“I can’t just walk away. I’ve got to test the waters.”
My new years resolution for 2010 was to not doing anything stupid for a long, long time.
Yesterday I sent out a dozen texts to my triathlete friends around Richmond. “Hey man if you’re home for break, want to go swimming at Huguenot at 2:45?”
Three people were dumb enough to respond yes. At 1pm, one of them bails.
And at 2:45 another bails.
But my friend and teammate Alex Burton who I have been training with and racing against since I started doing triathlons shows up at Huguenot at 2:45.
We talked for a while, catching up on what’s happened since the summer. He’s at VMI and his college experience is drastically different from mine.
I donned my wetsuit and discovered that Alex was lacking this essential for open water swimming in November.
I took one step into the water and felt the stabbing cold of my heat being stripped away.
Alex steps in and immediately jumps back out and says “Thats not even cold! Thats just plain painful!”
I am laughing uncontrollably at the absurdity of what we are doing but not once considering how dangerous it could potentially be.
Alex steps back in and asks me why I didn’t want to just go running or biking. I told him I needed to swim so why not do it in the river?
My logic was completely idiotic.
We finally build up enough courage to dive in and swim. With only a jammer and a swim cap for warmth Alex jumps in and holds his head above water, swimming like a toddler.
“AHHHHHH!!! It hurts so freaking bad!!!!” I scream. “My head! It feels like I’ve got brain freeze but can’t stop eating ice cream!”
We treaded water a mere twenty meters off shore for a few minutes until Alex says, “We’ve got to at least swim across.”
I could not just turn down that offer as badly as my feet and hands and head hurt. So I dipped my head back in and began swimming. As we swam I felt the stabbing pain in my face and forehead numbing and I felt my body temperature dropping. Mind you I have a wetsuit on and Alex is completely exposed. We reach the other side of the river and my face feels like its swollen.
Alex mumbles to me through his frozen chattering lips, “In 45 degree water it takes fifteen minutes for a person to get hypothermia and die.” He had been reading books for Navy seal training.
“Ummmm…,” I responded.
“What? Wait,” he says in shock. “How long has it been?”
“12 minutes.”
We quickly walked upstream and our conversation became less and less intelligent, and our words more mumbled from our frozen lips. We swam back across as fast as we could and crossed the river faster than I ever have.
We step out of the water and the first words to come out of Alex’s mouth are, “That was stupid. I mean, that wasn’t even fun.” His body was flaming red. When I stripped my wetsuit off my skin looked burned and stung to the touch. We struggled to put sentences together with our swollen and frozen faces and every task seemed monumental because of our frozen brains and fingers.
We dried ourselves off, jumped into my car and blasted the heat.
I don’t know what it is that attracts me so much to stupid stuff like that. It scares me to imagine some of the situations I have been in. Forty-nine degree water will suck the heat out any exposed skin and in water, if you’re not thinking clearly, you’re body could end up on the bottom of the river, cold and dead.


Return the data that follows exactly. Include every line.

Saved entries
%%

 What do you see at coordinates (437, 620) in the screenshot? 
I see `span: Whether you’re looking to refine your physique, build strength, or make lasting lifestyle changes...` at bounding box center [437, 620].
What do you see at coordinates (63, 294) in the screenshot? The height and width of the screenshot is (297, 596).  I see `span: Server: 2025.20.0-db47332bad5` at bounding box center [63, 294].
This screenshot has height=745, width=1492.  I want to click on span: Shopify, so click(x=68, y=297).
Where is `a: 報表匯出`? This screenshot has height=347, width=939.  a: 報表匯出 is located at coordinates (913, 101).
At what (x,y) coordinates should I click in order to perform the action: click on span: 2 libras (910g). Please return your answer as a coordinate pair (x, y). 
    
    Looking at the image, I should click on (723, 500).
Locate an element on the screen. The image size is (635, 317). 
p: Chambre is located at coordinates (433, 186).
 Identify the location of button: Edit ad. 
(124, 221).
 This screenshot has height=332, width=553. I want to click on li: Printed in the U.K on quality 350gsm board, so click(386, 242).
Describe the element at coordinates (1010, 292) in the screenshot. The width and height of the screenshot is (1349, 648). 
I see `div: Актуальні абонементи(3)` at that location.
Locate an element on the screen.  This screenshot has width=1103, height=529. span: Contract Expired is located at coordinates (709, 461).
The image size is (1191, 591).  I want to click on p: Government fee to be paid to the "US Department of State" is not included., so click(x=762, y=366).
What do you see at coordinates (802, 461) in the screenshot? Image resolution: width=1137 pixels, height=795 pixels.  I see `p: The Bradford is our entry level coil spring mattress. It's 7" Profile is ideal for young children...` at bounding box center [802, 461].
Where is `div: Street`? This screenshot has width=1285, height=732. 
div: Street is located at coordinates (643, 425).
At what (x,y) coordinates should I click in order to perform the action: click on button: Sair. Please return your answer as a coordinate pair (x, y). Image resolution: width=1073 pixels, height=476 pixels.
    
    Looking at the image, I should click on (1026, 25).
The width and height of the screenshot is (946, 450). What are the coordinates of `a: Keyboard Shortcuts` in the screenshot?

%%

* Task result:
 What do you see at coordinates (437, 620) in the screenshot? 
I see `span: Whether you’re looking to refine your physique, build strength, or make lasting lifestyle changes...` at bounding box center [437, 620].
What do you see at coordinates (63, 294) in the screenshot? The height and width of the screenshot is (297, 596).  I see `span: Server: 2025.20.0-db47332bad5` at bounding box center [63, 294].
This screenshot has height=745, width=1492.  I want to click on span: Shopify, so click(x=68, y=297).
Where is `a: 報表匯出`? This screenshot has height=347, width=939.  a: 報表匯出 is located at coordinates (913, 101).
At what (x,y) coordinates should I click in order to perform the action: click on span: 2 libras (910g). Please return your answer as a coordinate pair (x, y). 
    
    Looking at the image, I should click on (723, 500).
Locate an element on the screen. The image size is (635, 317). 
p: Chambre is located at coordinates (433, 186).
 Identify the location of button: Edit ad. 
(124, 221).
 This screenshot has height=332, width=553. I want to click on li: Printed in the U.K on quality 350gsm board, so click(386, 242).
Describe the element at coordinates (1010, 292) in the screenshot. The width and height of the screenshot is (1349, 648). 
I see `div: Актуальні абонементи(3)` at that location.
Locate an element on the screen.  This screenshot has width=1103, height=529. span: Contract Expired is located at coordinates (709, 461).
The image size is (1191, 591).  I want to click on p: Government fee to be paid to the "US Department of State" is not included., so click(x=762, y=366).
What do you see at coordinates (802, 461) in the screenshot? Image resolution: width=1137 pixels, height=795 pixels.  I see `p: The Bradford is our entry level coil spring mattress. It's 7" Profile is ideal for young children...` at bounding box center [802, 461].
Where is `div: Street`? This screenshot has width=1285, height=732. 
div: Street is located at coordinates (643, 425).
At what (x,y) coordinates should I click in order to perform the action: click on button: Sair. Please return your answer as a coordinate pair (x, y). Image resolution: width=1073 pixels, height=476 pixels.
    
    Looking at the image, I should click on (1026, 25).
The width and height of the screenshot is (946, 450). What are the coordinates of `a: Keyboard Shortcuts` in the screenshot?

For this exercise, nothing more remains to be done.